The colours of all Orissan Paintings are vivid and contrasting, with red, ochre, indigo, green, black and white being used traditionally. Each outline is clearly and strongly defined. The paintings concentrate on sculpture like figures of simple shapes and monotonous postures and expression. There is no perspective or background detail, the background is generally either just painted in a contrasting colour or filled in with flowers and tendrils.
The subject matter of all these paintings is of Vaishnava origin Jagannath, the main manifestation of Vishnu in Orissan lore is the main source of inspiration. However, the rise of the Bhakti movement in the 15th century saw a period of Renaissance that accentuated the adoration of Krishna. This devotion stimulated all the art forms of the State. The rediscovery of Jayadeva's Gita-Govinda too added a new theme to Orissan art. From this period onward, we find a large scale visualization mythology and folklore, including the Ramayana, the Mahabharata, the Bhagavatagita, the Shakta, apart from more traditional Radha-Krishna and Jagannath, Balabhadra, Subhadra themes.
The Patachitras are paintings on cloth. In the absence of paper, cloth gives an extended smooth surface and is easily transported. For the patachitra, small strips of cloth are prepared for the painting by a coating of a mixture of glue and chalk which result in a leathery finish. The outlines are then drawn directly in red or yellow and the other colours subsequently filled in. Finally the pata is given a lacquer coating to protect it from climatic effects. For this process of varnishing and glazing, the back of the painting is exposed to heat while the top is being brushed with a fine layer of lacquer.

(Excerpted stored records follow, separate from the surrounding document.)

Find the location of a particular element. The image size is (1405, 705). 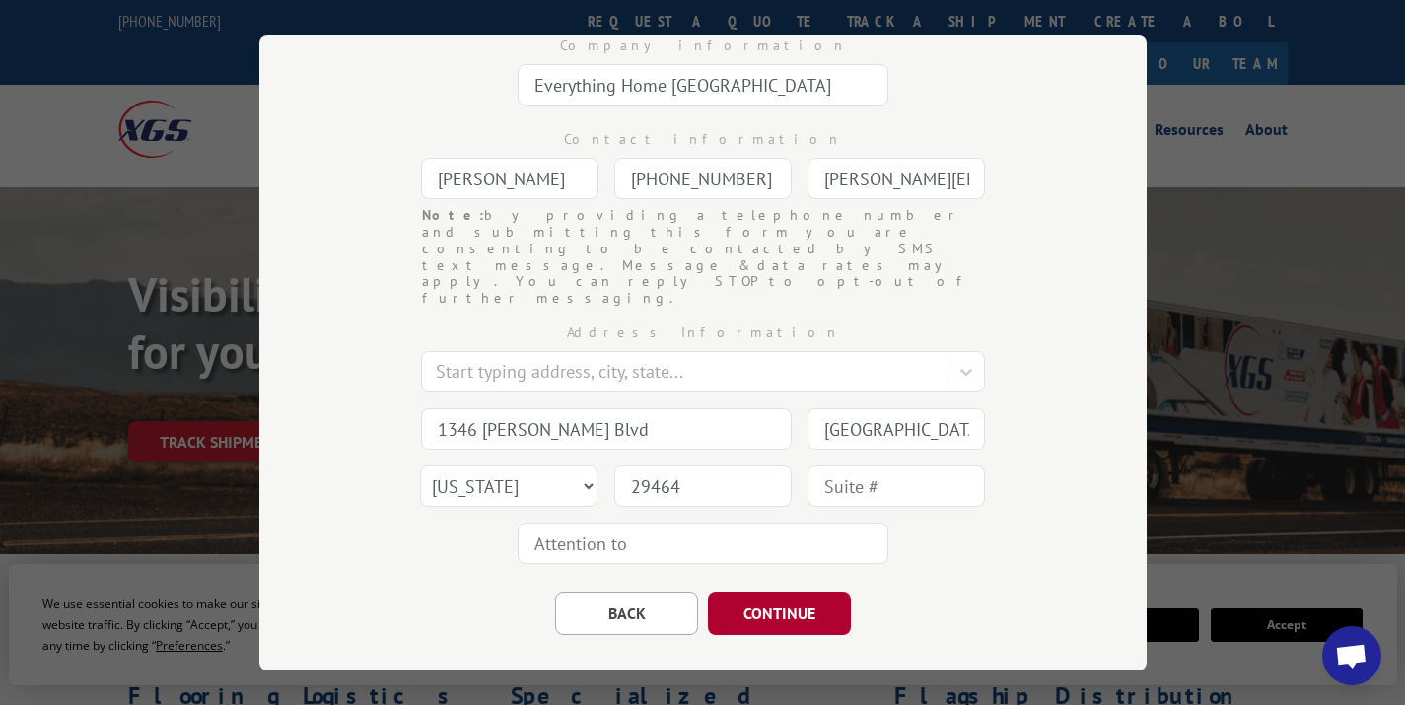

div: by providing a telephone number and submitting this form you are consenting to be contacted by SM... is located at coordinates (703, 256).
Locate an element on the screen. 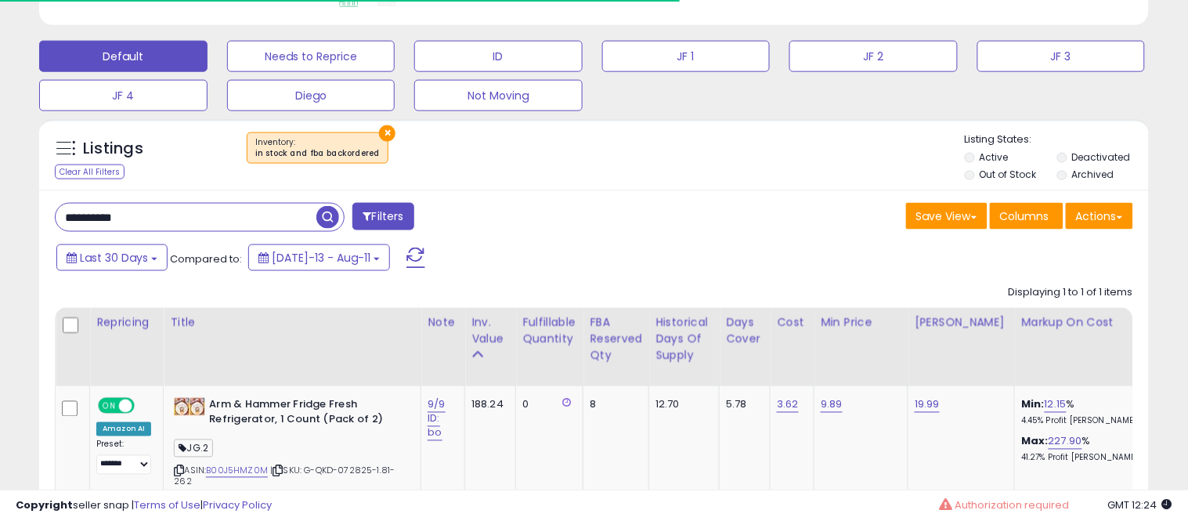 Image resolution: width=1188 pixels, height=521 pixels. h5: Listings is located at coordinates (113, 149).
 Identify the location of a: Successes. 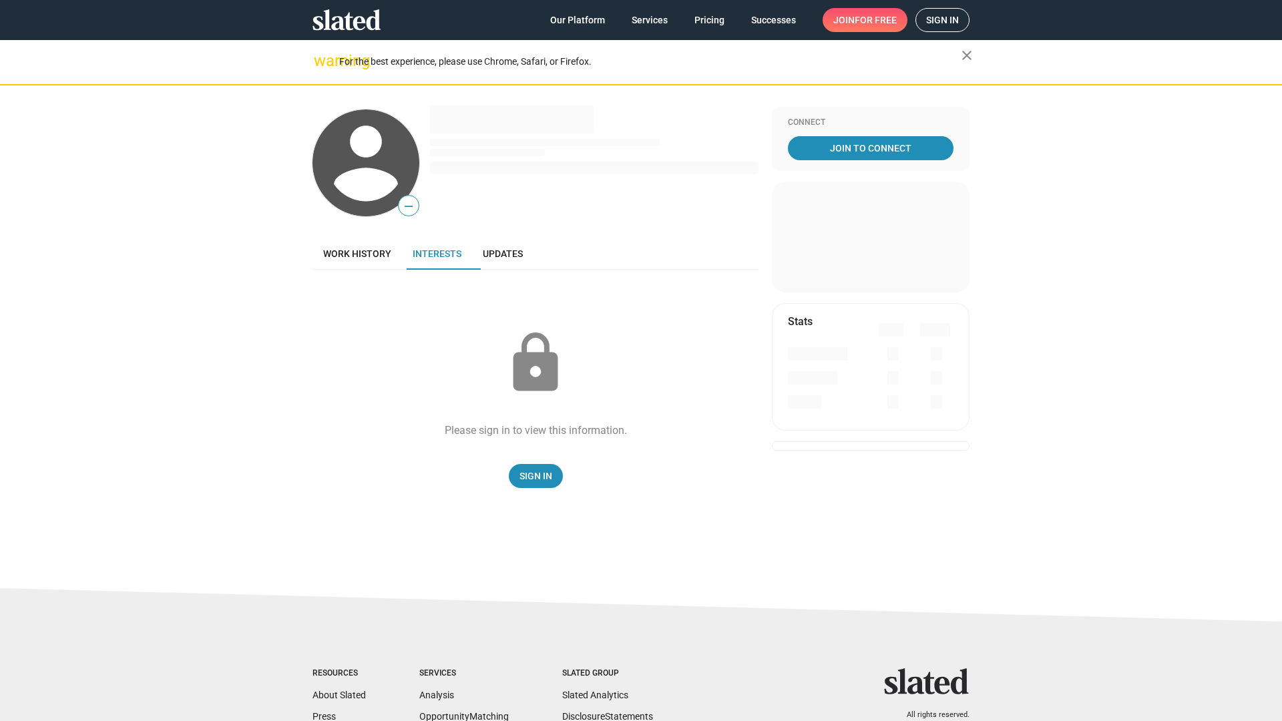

Even today the Chitrakars of Orissa use vegetable and mineral colours.
A prillient and permanent white is obtained by powdering, boiling, and filtering conch shells. Red comes from Hingula, mineral colour - a stone ingredient. Haritala, is processed to get yellow. Ramaraja, a kind of indigo, provides the blue. Black is made from either lamp-black or burnt coconut shells. Brushes are very crude and are made from the hair of domestic animals.
The Talapatrachitras or the palm leaf engravings consist of frozen linear drawing as illustrations of manuscripts. In these engravings, colours are muted and play a very minor part. Where colours are at all applied, they are
just painted either to emphasize the inscriptions, or to fill up blank space. In Orissa, manuscripts were written on palm leaves even during the Mughal period when the paper was freely available. In the limited space of the oblong palm leaf with a small width, human figures completed with details of hair style and dress, animals, flowers and trees are executed with great precision and beauty, the tool of this art is a sharp style and it needs a remarkably steady hand to be able to wield this tool on thin strip of leaf. These talapatachitras have an affinity with the Rajasthani miniatures both in the treatment, composition and the colour scheme.
Apart from these three most important pictorial genres, there is a lot of folk art in Orissa. One of the most popular done on circular playing cards peculiar to Orissa. These are called Ganjapas and have elaborate borders with the central illustration from either the Ramayana or the Dasavatara of Vishnu or from 'Krishnalila'.
Even though there is a marked difference in quality and conception in the new illustrated palm-leaf etchings and pata-chitra paintings, and the sixteenth and seventeenth century examples in the Orissa State Museum, or the work of contemporary applique artists in Pipli and the fragments of century old work which some of the older artists retain as precious heirlooms, the painters and palm-leaf etchers of villages such as Raghurajpur still create remarkably lively and highly-skilled work.
Throughout the world, traditional art forms have vanished, leaving behind nothing but their rapidly dimming memories in museum galleries. What makes Orissa an extremely unusual place is that she has managed to preserve a significant measure of her artistic heritage, and that amongst her huge number of skilled craftsmen, there still exist a good proportion of artists of true genius. Many of their forms are changing and developing, but all are exuberantly, and often beautifully alive.